What should I write about tonight? The cake I baked today known formally as the Test Cake, a dry run for Damian’s upcoming birthday party. Also known as the “Should we order an expensive cake from Sweet Lady Jane or should we save the bucks and dump a bunch of butter and flour into a mixer?” cake.
Or should I write about an interesting article I read online, an interview with the head of USC’s screenwriting department? In the first half he talks about writing and his overall career and later he discusses the specifics of how he’s currently adapting a book from a series I’ve never heard of before but I’m sure you all have (The Three Investigators).
The cake may be more fun to contemplate, though. It wasn’t easy today, finding a good yellow cake recipe. It took a while, much Google searching and cookbooks strewn about the guest room, before I found a likely candidate. I chose it because it included almond extract as well as vanilla, and I’m a sucker for almond anything. I also chose it because it instructs you to separate the eggs and beat the whites until peaks form. I hate beating whites, even with a mixer. I’m terrified I’ll overmix and make mush. But I love the results in cake. Lighter, almost airy. I wanted something that would stand out as Someone Made This, Isn’t That Impressive? Because after all if you’re going to go to the trouble, it should be brag-worthy, right?
On the other hand, the interview with David Howard struck an unexpected chord for me. In it, he talks about an enlightening workshop he took with Frank Daniel that changed the course of his life (exciting him enough to make him want to write scripts). He says, in part:
DH: One of the most important things I learned from Frank in the first hour (and throughout our years of working together) was that a story is about the experience you are creating for the audience. Like many beginning writers, I thought all I needed to do was figure out my characters and the world and the conflicts and then the story was done. I didn't realize that is only part of the process. The "telling" in storytelling is consciously striving to have an intended impact on the audience - to give them an exciting and meaningful experience through the lives of the characters. To create that experience we make thousands of decisions about what portion of the lives and world and conflicts we reveal when, in what order, for what impact. That's true storytelling.
I think it’s very true. So many writers – and here I’m thinking of aspiring screenwriters but also novelists and even bloggers and journallers – don’t seem to pay attention to this simple principle: you’re not writing in a vacuum. You write to be read or it’s just mental masturbation. And if you write to be read, you do need to be aware of your audience, of how your words will affect them. You need to craft your story for the reader, to satisfy (or intentionally leave them unsated). To provoke a laugh or a sigh.
And yet it’s not that simple after all. Because you can go too far in the other direction. I know I did. I was so concerned with my readers, with being liked, with seeking approval, that I wasn’t writing from the gut. I was second and third guessing myself. I was choosing my story ideas for cleverness rather than personal resonance. Only when a story resonates with the writer does it have enough creative juice to sustain the reader as well.
Back to today and my cake baking exercise. You must understand, this was a serious endeavor. Involving at least four bowls and four sticks of butter (two for the cake, two for the icing). Also much sifting and stirring and folding. Also some questions about proper form: Should I really put the wax paper in the cake tins? Won’t the cake get wrinkly? And: will this work as well if I use regular flour instead of pastry flour? What about the sugar? Am I really supposed to sift it? It’s sugar! How fluffy will it get? And is the icing really supposed to be this hard to spread? Ah, more milk. That's the secret.
When I bake, I feel like a chemist mixing proper amounts of this and that. Though I may use a knife to level the tops of measuring cups instead of a scale to weigh the liquid in beakers, I’m still mixing careful proportions of various elements so they can combine and interact and ultimately transmute under heat into something altogether different and new.
Dare I say it? This process, it’s not altogether unlike writing. The work, the disparate ingredients, the careful but ultimately unpredictable melding and of course the outcome. Does it taste good? Is it enjoyable on the palate, in the brain? Is it a good read/a tasty treat? Once again it comes back to audience. The passion of the baker, the enthusiasm of the chef, does it translate?
Dan and Damian came home to find a cake on the table with one piece already removed. The author’s own reread, if you will. They cut their own slices. They declared it a success. Damian had another piece for dessert later. He ate nearly all of it, which if you know Damian means he loves it. He’s not a cake person. Which goes back to why I worked so hard to unearth just the right recipe to lure this birthday-boy-to-be to relish his own birthday cake. A slightly eggy, very buttery yellow cake with a moist crumb, with chocolate icing like frozen waves and strawberry filling between the layers. Apparently this audience, my most important judge, gave it a thumbs up.
Though he did tell me that next time I should make a whole cake, not one with a bite already taken out of it. Not too hard to accommodate. My stomach’s so full of cake I don’t think I’ll eat any of the next iteration. Just as there comes a time I can no longer reread my own story, I apparently have my cake limits as well. Anyone want a piece of delicious homemade cake? It’s on my dining room table waiting for its moment in the limelight.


§ PROBLEM REQUIREMENTS
The response must contain every line from the records below that has "Open".

Collected data entries:
*-*-*
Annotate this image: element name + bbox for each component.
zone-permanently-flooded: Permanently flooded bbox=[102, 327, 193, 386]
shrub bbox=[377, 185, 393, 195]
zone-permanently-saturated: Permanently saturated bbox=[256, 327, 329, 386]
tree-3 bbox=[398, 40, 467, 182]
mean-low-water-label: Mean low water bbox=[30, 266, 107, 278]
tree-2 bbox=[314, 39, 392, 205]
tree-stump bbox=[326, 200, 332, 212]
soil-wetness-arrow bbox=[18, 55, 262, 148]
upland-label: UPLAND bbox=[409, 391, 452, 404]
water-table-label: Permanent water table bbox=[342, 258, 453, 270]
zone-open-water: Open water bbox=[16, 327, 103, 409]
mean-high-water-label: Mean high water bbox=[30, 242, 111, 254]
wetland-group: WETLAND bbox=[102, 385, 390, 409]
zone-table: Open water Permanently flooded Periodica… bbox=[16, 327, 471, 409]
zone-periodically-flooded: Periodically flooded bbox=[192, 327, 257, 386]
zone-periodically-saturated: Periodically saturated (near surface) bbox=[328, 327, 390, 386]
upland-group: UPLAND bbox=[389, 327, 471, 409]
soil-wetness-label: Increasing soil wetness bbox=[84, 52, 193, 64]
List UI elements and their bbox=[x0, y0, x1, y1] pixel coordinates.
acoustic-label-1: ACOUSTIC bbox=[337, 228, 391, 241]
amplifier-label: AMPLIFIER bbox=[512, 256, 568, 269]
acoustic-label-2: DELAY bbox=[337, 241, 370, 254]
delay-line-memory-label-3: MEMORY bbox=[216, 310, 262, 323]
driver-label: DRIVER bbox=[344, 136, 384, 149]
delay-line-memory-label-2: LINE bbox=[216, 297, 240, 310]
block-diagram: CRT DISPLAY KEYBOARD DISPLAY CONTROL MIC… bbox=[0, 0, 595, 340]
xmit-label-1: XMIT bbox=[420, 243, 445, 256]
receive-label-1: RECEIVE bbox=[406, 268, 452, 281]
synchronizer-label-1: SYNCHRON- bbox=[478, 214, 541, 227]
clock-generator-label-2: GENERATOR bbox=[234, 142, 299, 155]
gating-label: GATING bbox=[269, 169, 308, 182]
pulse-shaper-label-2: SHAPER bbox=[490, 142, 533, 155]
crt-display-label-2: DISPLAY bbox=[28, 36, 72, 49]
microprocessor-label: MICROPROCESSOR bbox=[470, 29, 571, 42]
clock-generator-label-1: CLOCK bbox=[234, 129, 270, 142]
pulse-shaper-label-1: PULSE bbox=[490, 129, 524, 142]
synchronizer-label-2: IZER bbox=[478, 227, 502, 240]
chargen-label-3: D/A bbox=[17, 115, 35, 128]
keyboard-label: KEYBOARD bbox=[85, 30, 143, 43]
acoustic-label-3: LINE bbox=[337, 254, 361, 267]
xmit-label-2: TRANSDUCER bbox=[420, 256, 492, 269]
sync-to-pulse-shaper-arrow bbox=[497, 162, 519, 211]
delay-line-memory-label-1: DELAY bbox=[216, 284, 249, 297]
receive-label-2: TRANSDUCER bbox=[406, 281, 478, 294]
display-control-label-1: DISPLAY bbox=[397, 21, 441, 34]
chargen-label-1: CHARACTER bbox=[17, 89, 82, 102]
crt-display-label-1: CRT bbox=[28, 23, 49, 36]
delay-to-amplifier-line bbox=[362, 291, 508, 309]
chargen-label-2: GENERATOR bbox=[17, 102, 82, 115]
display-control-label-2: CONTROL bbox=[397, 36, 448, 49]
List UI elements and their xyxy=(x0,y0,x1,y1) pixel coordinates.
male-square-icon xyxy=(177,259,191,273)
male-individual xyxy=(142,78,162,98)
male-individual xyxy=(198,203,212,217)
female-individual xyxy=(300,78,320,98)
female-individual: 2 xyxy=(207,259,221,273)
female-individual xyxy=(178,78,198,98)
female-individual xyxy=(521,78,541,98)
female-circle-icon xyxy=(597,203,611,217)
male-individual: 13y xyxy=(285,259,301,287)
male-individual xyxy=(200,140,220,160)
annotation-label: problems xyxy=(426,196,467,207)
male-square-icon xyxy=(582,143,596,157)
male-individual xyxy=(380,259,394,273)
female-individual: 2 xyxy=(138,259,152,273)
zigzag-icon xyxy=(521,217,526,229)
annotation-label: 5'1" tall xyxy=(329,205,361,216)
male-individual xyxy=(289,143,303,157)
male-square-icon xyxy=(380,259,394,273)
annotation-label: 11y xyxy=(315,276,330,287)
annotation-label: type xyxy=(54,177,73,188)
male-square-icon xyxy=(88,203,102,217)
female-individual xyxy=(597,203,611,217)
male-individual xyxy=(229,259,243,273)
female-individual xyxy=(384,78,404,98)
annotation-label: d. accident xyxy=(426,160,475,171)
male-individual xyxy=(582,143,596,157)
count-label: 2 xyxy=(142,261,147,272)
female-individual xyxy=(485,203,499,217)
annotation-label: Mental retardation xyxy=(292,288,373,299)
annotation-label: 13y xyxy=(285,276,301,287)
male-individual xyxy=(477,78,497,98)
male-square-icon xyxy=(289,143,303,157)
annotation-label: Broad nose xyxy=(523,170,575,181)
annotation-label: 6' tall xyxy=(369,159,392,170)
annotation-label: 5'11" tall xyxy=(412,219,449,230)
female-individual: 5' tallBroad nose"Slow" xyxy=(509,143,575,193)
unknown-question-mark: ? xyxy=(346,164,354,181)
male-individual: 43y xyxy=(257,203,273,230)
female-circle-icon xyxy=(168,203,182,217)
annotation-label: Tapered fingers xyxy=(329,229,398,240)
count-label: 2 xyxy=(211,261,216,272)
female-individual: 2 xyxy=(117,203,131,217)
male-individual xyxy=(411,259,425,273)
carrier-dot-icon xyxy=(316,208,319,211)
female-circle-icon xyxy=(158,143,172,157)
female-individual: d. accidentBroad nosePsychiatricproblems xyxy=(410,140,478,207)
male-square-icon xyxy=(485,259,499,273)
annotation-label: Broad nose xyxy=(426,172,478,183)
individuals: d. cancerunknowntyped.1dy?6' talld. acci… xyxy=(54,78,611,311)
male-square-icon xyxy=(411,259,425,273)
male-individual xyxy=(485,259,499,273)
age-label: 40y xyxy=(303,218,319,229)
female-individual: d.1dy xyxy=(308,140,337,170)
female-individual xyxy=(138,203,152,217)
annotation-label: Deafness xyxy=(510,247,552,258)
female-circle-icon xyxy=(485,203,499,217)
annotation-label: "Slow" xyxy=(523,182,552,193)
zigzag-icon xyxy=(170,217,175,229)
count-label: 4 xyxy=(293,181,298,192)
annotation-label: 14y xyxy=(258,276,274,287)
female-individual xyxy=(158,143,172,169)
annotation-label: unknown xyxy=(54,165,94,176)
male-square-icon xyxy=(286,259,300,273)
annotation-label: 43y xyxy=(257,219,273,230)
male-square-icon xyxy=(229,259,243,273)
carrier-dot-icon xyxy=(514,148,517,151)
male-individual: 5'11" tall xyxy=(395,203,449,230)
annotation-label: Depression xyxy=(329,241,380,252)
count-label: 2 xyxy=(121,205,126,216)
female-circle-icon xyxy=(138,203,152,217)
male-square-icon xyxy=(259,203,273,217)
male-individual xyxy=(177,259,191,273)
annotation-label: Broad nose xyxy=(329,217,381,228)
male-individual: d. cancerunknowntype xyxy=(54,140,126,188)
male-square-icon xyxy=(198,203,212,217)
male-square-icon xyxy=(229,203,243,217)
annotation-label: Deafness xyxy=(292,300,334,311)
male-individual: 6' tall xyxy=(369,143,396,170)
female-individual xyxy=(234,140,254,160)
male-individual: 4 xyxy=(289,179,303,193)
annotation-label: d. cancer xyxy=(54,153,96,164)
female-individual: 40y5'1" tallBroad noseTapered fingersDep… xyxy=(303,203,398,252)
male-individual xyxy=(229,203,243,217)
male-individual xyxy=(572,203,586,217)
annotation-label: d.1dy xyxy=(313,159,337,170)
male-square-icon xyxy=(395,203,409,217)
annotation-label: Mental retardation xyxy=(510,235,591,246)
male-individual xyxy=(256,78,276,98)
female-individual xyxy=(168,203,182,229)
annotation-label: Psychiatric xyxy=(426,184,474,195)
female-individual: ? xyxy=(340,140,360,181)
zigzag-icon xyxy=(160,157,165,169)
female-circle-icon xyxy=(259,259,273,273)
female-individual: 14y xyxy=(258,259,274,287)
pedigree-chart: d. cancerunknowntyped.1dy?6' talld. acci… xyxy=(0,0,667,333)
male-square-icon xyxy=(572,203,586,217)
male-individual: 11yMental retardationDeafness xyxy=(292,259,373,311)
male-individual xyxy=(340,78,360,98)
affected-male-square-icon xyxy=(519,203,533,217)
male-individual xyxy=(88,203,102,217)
*-*-*
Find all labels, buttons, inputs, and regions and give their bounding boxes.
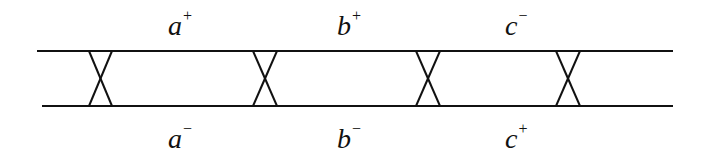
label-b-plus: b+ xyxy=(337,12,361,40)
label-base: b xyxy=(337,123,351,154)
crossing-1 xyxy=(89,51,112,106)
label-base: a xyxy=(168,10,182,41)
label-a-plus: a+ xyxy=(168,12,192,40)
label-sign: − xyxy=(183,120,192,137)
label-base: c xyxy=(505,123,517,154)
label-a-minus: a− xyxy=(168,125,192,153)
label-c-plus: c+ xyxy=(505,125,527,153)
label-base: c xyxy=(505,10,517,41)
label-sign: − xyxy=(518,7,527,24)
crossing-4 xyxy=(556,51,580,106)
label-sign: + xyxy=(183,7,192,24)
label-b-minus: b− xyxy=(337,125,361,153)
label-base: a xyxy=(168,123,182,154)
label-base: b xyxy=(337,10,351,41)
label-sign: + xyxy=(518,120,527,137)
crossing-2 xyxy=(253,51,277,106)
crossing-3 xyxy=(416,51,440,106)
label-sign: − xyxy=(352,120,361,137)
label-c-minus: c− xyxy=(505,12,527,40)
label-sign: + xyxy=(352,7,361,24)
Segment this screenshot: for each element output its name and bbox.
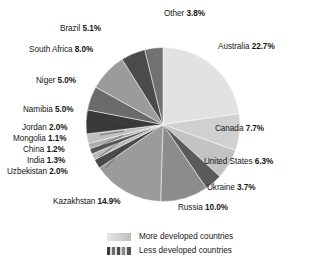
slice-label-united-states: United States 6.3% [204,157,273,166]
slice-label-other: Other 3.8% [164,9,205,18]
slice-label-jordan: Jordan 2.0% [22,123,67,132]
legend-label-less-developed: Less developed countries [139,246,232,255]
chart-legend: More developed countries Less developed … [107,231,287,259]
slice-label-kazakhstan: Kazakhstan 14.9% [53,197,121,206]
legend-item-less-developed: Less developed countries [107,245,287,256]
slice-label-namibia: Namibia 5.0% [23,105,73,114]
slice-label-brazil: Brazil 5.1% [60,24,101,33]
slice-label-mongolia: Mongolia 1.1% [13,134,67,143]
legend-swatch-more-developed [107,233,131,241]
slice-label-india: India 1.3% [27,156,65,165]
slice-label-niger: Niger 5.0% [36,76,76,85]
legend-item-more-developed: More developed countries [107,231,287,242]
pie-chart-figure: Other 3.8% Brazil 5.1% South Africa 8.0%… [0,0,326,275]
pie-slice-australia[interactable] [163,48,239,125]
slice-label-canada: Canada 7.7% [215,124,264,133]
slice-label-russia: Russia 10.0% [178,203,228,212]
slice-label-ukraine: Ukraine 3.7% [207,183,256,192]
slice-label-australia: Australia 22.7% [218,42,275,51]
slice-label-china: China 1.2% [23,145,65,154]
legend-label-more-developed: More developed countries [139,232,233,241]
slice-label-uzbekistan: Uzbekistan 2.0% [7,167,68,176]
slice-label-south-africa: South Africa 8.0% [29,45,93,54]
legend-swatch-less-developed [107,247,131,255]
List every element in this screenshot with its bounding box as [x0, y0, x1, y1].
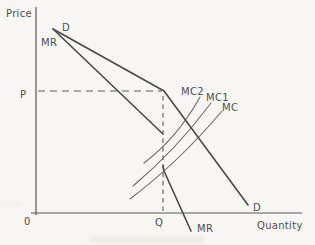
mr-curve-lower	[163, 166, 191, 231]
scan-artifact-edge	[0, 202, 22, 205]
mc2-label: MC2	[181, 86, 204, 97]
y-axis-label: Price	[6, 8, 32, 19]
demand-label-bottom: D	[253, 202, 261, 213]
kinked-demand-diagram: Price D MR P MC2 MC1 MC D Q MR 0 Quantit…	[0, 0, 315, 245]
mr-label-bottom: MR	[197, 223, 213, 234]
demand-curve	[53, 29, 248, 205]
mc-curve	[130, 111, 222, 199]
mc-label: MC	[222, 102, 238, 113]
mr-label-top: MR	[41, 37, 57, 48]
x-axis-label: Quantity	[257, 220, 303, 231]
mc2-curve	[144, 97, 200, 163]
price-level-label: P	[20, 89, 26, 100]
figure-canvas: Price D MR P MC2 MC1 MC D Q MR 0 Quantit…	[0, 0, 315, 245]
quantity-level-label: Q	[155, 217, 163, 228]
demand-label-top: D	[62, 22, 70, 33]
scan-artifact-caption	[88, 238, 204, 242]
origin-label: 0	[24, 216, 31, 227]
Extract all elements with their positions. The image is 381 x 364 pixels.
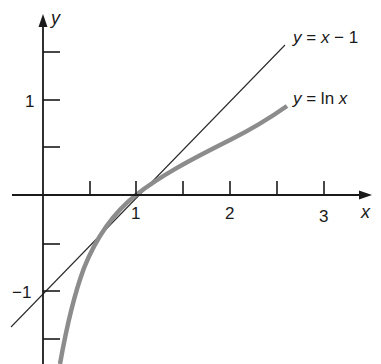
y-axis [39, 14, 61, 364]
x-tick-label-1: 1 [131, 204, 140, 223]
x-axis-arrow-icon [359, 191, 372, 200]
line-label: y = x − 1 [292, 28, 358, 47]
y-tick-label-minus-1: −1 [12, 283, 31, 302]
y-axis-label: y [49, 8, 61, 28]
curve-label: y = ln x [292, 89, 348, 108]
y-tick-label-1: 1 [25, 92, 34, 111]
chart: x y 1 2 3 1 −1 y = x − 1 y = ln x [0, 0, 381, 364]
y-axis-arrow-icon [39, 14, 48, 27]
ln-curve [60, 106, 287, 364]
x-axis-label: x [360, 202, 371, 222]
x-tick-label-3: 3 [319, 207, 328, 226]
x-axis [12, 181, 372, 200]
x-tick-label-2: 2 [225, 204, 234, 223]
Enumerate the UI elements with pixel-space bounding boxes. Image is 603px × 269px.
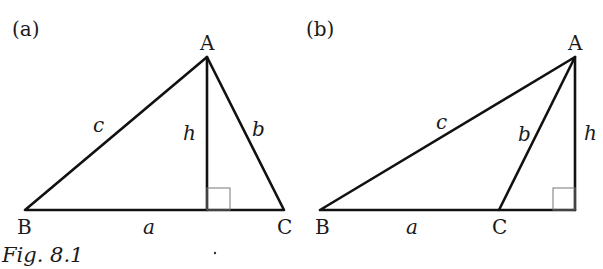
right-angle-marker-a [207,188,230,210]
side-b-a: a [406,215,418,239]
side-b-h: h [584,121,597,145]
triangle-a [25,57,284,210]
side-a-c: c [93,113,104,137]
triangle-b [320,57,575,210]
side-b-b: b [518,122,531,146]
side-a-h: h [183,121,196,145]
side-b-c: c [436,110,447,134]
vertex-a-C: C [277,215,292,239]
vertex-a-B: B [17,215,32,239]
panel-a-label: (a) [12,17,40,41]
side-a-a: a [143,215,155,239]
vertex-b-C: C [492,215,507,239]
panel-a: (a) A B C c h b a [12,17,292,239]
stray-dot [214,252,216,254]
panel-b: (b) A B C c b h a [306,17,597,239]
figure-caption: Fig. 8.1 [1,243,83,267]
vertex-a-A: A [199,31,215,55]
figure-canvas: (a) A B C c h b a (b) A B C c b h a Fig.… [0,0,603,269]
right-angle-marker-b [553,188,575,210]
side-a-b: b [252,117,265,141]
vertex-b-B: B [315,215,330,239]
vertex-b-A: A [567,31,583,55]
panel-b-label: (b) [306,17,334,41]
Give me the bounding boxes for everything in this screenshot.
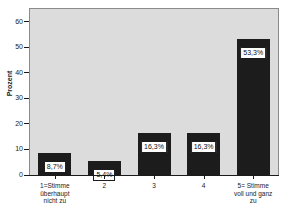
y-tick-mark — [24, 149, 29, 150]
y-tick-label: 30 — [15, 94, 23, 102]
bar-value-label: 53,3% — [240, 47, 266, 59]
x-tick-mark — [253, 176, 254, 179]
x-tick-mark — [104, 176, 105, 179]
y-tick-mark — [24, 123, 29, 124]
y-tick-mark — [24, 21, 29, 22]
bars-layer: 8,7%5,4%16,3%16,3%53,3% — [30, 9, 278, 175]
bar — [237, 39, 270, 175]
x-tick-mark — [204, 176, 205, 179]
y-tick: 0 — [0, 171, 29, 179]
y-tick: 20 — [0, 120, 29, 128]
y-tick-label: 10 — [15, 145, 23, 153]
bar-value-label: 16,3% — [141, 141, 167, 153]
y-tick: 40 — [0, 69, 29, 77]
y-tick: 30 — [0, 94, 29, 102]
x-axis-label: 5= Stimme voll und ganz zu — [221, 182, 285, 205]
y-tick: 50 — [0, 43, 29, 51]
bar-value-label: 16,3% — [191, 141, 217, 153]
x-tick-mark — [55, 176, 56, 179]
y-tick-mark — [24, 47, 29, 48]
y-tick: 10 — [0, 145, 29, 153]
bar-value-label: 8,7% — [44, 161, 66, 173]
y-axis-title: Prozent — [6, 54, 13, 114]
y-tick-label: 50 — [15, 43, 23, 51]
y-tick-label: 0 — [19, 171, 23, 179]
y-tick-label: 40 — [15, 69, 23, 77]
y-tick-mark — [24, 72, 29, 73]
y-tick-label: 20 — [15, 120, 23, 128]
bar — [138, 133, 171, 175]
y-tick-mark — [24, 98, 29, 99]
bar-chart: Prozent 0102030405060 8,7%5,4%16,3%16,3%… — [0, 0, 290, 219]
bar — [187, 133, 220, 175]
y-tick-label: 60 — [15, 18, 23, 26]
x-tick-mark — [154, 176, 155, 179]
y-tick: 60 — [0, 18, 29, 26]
*-*-*
§ WRITTEN SOLUTION
zone-open-water: Open water bbox=[16, 327, 103, 409]
zone-table: Open water Permanently flooded Periodica… bbox=[16, 327, 471, 409]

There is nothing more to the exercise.